I tried to stay objective when I described it, conscious of the fact that I was sitting in a polling place at the time, and a biased description of a ballot measure just felt wrong so close to people getting ready to vote. I mean, I think it's a dumb, pointless amendment - there are already laws in Florida preventing gay marriage, so amending the state constitution right now just seems punitive and mean-spirited, even if the wording weren't a pile of crap. But alas for restraint - when we got to the point in that conversation when I might normally have made that assertion, I shrugged helplessly and said, "I'm not a lawyer - that's just what I've heard the controversy is." Then I went back to fiddling with Picross on my faithful Nintendo DS. Ah, little numbers and pixels, you provide me with such solace in times such as those.

Yes, I am a grown man who plays handheld electronic games in public. Don't knock it, it beats boredom and fits in a pocket.

Once I gathered my grandmother into her van we pulled out of the parking lot with a cluster of people holding McCain signs on one side of the parking lot entrance, and a couple of people holding Obama signs on the other side. They were cheerfully ignoring each other, waving enthusiastically at every car that passed.
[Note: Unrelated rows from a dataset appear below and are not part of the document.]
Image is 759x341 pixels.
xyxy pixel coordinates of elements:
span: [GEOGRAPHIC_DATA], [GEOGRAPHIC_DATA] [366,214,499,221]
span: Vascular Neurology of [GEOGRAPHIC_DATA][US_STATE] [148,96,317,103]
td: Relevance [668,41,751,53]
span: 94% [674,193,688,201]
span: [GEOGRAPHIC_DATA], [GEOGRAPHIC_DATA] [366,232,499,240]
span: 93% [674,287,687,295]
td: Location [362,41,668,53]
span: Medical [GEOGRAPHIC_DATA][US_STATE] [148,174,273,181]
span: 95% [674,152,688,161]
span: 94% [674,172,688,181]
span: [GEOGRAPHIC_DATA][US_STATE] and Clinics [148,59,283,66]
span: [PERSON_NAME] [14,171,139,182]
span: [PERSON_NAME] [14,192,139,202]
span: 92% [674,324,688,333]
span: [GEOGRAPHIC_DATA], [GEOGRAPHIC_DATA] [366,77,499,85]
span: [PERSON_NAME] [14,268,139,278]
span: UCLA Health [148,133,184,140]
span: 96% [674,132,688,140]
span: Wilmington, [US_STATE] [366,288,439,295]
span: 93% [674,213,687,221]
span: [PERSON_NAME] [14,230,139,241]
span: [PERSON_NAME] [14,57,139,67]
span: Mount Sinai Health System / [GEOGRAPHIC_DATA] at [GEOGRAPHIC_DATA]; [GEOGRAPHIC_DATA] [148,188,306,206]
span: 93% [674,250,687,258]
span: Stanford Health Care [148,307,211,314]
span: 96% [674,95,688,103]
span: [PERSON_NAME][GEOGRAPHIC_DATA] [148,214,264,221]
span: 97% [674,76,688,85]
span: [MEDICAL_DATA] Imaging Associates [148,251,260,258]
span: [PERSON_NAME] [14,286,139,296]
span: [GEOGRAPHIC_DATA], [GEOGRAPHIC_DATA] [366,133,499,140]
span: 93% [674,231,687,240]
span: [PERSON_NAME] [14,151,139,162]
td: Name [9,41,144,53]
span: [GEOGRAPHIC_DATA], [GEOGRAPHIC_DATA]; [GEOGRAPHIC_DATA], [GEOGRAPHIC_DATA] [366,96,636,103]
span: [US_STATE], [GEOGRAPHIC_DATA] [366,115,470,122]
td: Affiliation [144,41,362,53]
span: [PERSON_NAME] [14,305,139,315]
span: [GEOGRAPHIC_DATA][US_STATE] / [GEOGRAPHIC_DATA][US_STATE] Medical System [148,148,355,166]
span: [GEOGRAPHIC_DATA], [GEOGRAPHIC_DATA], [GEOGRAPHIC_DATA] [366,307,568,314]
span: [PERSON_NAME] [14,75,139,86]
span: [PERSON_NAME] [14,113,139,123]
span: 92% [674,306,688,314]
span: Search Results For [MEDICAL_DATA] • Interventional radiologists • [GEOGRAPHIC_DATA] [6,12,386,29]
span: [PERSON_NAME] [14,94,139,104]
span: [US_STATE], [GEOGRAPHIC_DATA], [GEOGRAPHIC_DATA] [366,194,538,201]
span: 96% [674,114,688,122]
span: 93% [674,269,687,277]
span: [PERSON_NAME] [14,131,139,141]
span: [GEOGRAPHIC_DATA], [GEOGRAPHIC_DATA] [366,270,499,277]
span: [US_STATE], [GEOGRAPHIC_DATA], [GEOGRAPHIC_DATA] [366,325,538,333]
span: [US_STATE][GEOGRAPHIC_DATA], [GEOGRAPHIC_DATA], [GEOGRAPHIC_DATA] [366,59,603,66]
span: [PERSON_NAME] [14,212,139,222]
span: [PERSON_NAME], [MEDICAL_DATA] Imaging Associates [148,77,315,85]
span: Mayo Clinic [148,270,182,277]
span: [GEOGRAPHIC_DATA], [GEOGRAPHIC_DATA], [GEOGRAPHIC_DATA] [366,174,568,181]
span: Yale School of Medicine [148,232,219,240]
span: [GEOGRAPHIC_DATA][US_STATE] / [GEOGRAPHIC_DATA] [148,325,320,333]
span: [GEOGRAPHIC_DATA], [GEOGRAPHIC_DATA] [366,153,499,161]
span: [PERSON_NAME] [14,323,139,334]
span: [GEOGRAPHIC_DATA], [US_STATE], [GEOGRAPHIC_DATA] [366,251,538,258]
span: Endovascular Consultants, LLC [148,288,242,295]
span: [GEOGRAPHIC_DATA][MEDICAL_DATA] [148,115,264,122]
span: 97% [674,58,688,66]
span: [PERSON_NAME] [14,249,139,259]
I didn't hear anyone honk, it would have been interesting to see which side would take credit for the acknowledgment.

After letting my grandmother fuss around in a drugstore, then trying to get a free chicken sandwich (alas, Chick-Fil-A stopped giving sandwiches away earlier in the day, but they did give us coupons for free sandwiches on another visit), I took her home. On the drive to my own home I passed a few different polling places, all with a decent number of cars in the lots but none of the lines extending outside that marked every day of early voting. Having so many more polling places out there really makes a difference (early voting in Florida only took place at public libraries).

In a few minutes the polls here will close (though it will be another hour before polls close in the panhandle), and I'll get to talk to my mother about how things went. I would wager her response will be the same as it was at lunchtime - very smooth, with no problems. Florida seems to have come a long way since 2000 (even if this isn't necessarily a very representative district - mostly white and middle class, in Carrollwood for those familiar with the Tampa area). I'll also get to pick her up and go back to Chick-Fil-A to see if my mother can get a sandwich coupon too. The woman does love her coupons.